I have a block-diagonal matrix of the form $$ \begin{align*} \bf{M} = \begin{bmatrix} \bf{0} & \bf{I} \\ \bf{A} & \bf{B} \end{bmatrix} \end{align*} $$ Can we say anything about the eigenvalues of $\bf{M}$ in terms the eigenvalues of the block matrices?
Here, $\bf{0}$ is a matrix of zeros and $\bf{I}$ is an identity matrix.
This is not in block upper/lower triangular form.
In any case, $\operatorname{Tr} {\bf M}=\operatorname{Tr} {\bf B}$, and $\det {\bf M}= - \det {\bf A}$, so the sum of the eigenvalues of M equals that of those of B, and their product equals minus that of those of A.

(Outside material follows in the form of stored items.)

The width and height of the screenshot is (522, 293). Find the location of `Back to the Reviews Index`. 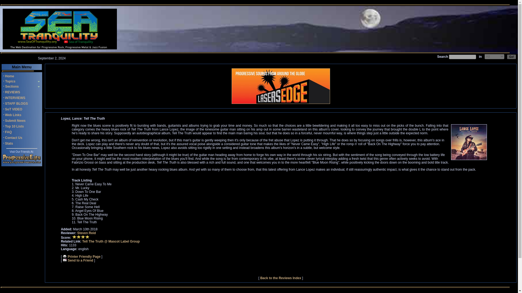

Back to the Reviews Index is located at coordinates (280, 278). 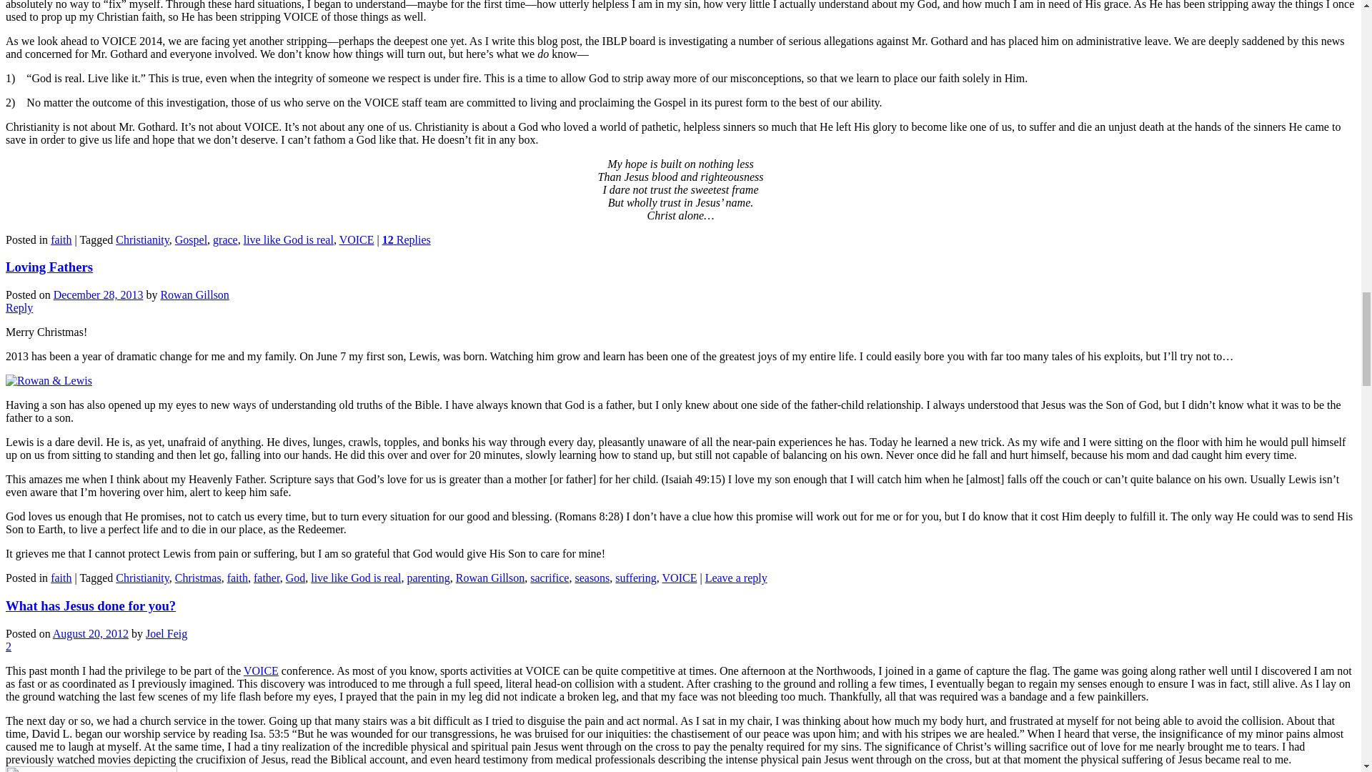 What do you see at coordinates (99, 294) in the screenshot?
I see `6:53 am` at bounding box center [99, 294].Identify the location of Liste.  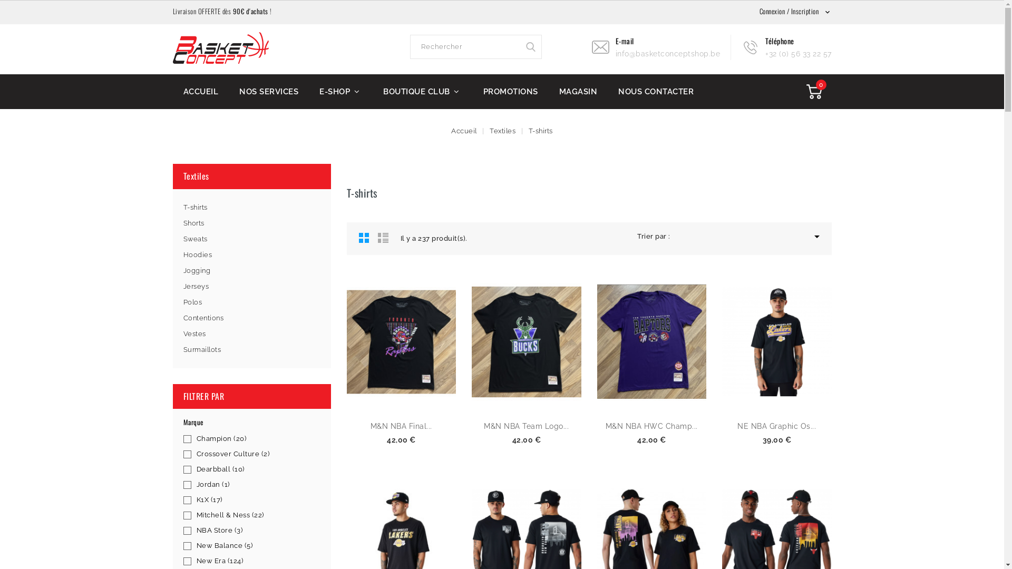
(383, 238).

I'm not sure of more if A and B do not commute. Splitting the generic eigenvector of M into blocks, $$ V\equiv \begin{bmatrix} v\\w \end{bmatrix}, $$ you have $$ \bf{M} V= \begin{bmatrix} w\\ {\bf A} v + {\bf B} w \end{bmatrix}=\lambda \begin{bmatrix} v\\w \end{bmatrix} $$ so that $w=\lambda v$ and $$ \bigl ({\bf A} +\lambda ({\bf B} -\lambda { \bf I})\bigr )v=0. $$
If A and B commute, they share eigenvectors, say with respective eigenvalues a and b, so $$ \lambda ^2 -\lambda b + a=0 , $$ and you may proceed conventionally...

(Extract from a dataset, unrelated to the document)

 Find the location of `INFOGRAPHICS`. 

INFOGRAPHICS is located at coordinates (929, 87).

But if they do not, I have no insights. Of course, for v null vectors of A, there is no reason these are also eigenvectors of B anymore, so as to furnish eigenvectors V of M.
You might, or might not, see something useful in the toy example A=aσ3 and B=bσ1 for Pauli matrices, in this case, noncommuting but yielding TrM=0 and detM=a2 with $\lambda =\pm \sqrt{b^2/2\pm \sqrt{b^4/4+a^2}}$, but I'd doubt it would contain elements of generality.